13 He thought how 'Jack', cold-footed, useless swine, 14 Had panicked down the trench that night the mine 15 Went up at Wicked Corner; how he'd tried 16 To get sent home, and how, at last, he died, 17 Blown to small bits. And no one seemed to care 18 Except that lonely woman with white hair. Big White Lies: Analytical Essay of The Hero by Siegfried Sassoon In “The Hero”, poet Siegfried Sassoon expresses his contempt towards the hypocrisy of warfare and especially his critical view of the authorities’ attempt at glorifying a soldier’s death. In this poem he provides stark contrast between the harsh truth and reality, employing the use of irony, imagery, contrast, and even alliteration. Firstly, Sassoon effectively uses irony to illustrate the contrast between the soldier’s real and glorified death, as well as the impression of a close-knit military unit, as opposed to the truth that no one had the compassion to care for a fallen soldier.
Stephen Touma Wilfred Owens poetry is driven by a passionate exploration of humanity at its worst. Refer to 2 poems Poetry written by Owen is directed by an intense examination of the human condition and society at its most negative state. Owen doesn’t merely search or subliminally display these experiences he heatedly exposes humanity at its absolute worst. Owen illustrates these experiences through his explanation of the exhaustion of soldiers and their movement between the battlefield, and the sacrifices of war. This can be seen in his two poems ‘Dulce et Decorum Est’ and ‘Parable of the Old man and the Young’.
This is effective as it shows how much slush and mud was in the trenches. Both poems use nightmare underwater imagery, in ‘Dulce...’ Owen describes a soldier as he starts “drowning” under a “green sea” when he is overcome by gas. This creates a disturbing psychological image for the reader and conveys how toxic the gas was. Similarly, in ‘The Sentry’ the soldier’s body is described as “sploshing in the flood”, this representation conveys the harsh environment the soldiers had to live in. Repetition is also used in both poems.

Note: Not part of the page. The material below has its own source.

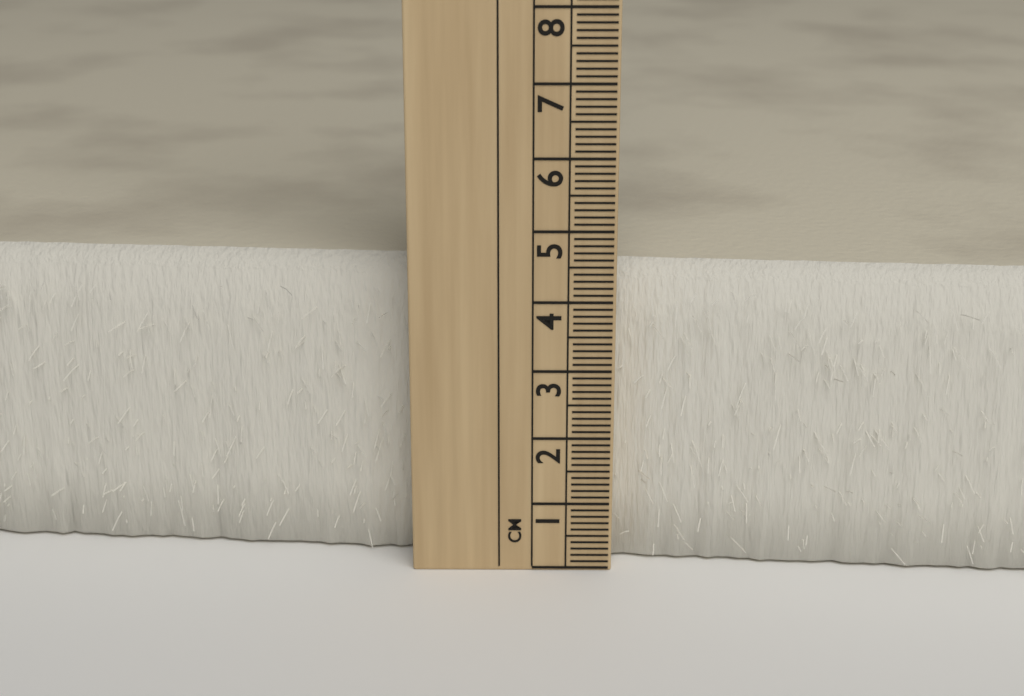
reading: 4.4 cm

Sassoon’s poetry described the horrors of the war and how disgusting it is. Two poems which show the perspective of war is: Firstly, Counter-Attack, which describes how war is like; and secondly, died of wounds, which show the condition of war. The poems relate to the feeling and emotion war creates. Also it shows how horrible war is. The techniques that Sassoon has used in the poems are: imagery, simile, metaphor and onomatopoeia.

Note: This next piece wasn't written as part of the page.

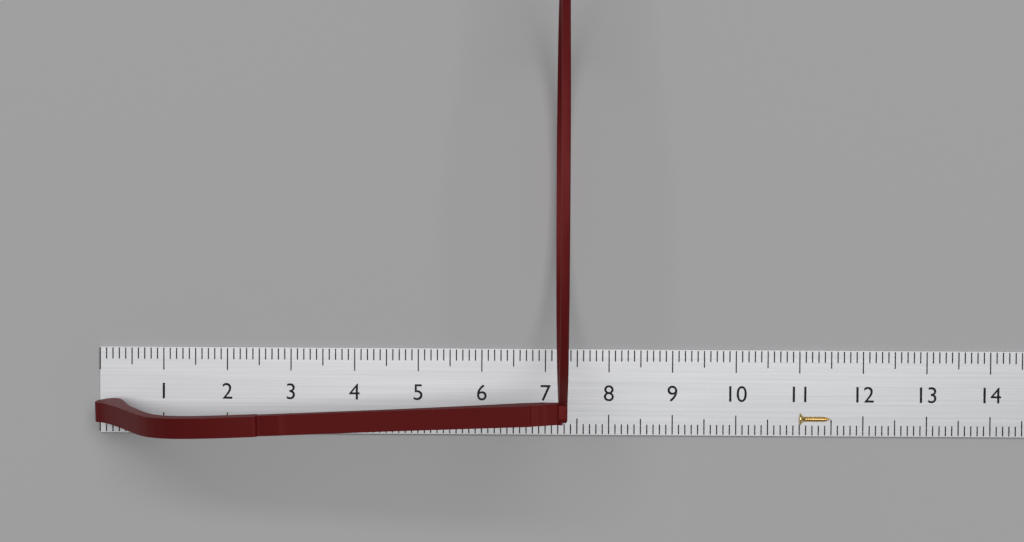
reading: 7.3 cm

Owen wants his reader to feel exactly what he felt about the war, persuade his reader to believe the terror, pain and torture of the war, how devastating can a war effect a human being. He uses imagery and innovative metaphors through the poem. In the first two lines, ‘Bent double, like old beggars under sacks, Knock-kneed, coughing like hags, we cursed through sludge’, Owen is using figurative language combined with simile and alliteration literary devises to reveal the reality of the war. Soldiers are
The mention of the coughing portrays the many illnesses that soldiers suffered from in the trenches. Although both of them present the war and soldiers as unheroic and cowardly, they do so in very different ways. The style of Owen's poetry, which is much longer and contains more description than that of Sassoon's, allows him to expand on the main points and simple description that he experienced during the war. In his poem, he describes in graphic and horrific detail the death of a man who was not able to fit his helmet in time during a gas attack. He uses words such as “flound’ring”, “guttering, choking, drowning”.